Ochre, Charcoal and Beeswax frottage on washi paper

September 2024

Curated by Jade Ervine as part of SITE: Richmond, an exhibition coinciding with the Bicentenary of the town of Richmond, Tasmania

Supported by Clarence Arts and Events

The invasion and subsequent colonisation of Lutruwita/Tasmania coincides with the absence of the Mumirimina people from this landscape.
This absence is not a coincidence but a consequence.

The founding of Richmond ultimately represents the loss of the Mumirimina people. 


For this work, I did not want to focus on the very dark and violent history present here: The war for this country or the extent of the genocidal regime enacted against our people that has altered our people, culture, and country forever.
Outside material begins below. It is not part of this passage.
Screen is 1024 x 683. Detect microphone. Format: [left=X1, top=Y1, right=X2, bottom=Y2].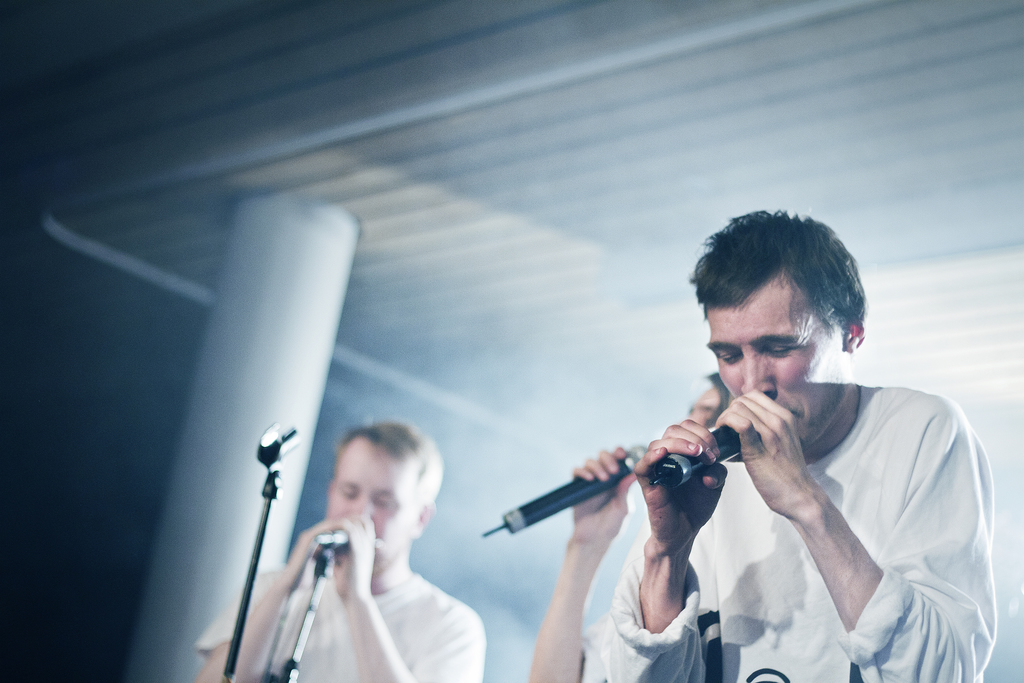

Instead, this work is a reflection on the thousands of years of life and care that this landscape has seen. 
The memory of Mumirimina people remains embedded in this landscape. The abundant country here is part of their legacy. This country continues to hold our people, still we can draw from it and the stories that remain here. 

A stone tool is made by one person, carried with them on their journeys across country and then left behind where it will be picked up by another or left within the landscape.


Thousands of stone tools have been found across Mumirimina country. Still more are found every year. 
Thousands of journeys, thousands of people, thousands of stories, for thousands of years. These tools are tangible physical reminders of Mumrimina people in this landscape.

This work features the outlines of real stone tools, each one unique, each one held by Mumirimina country. The marks are made by imprinting the tools into the paper using charcoal and ochre pigments that I have collected on my own journeys across our country.

If each stone tool represented a bicentenary, this work still could not represent the depth of the Mumarimina story here.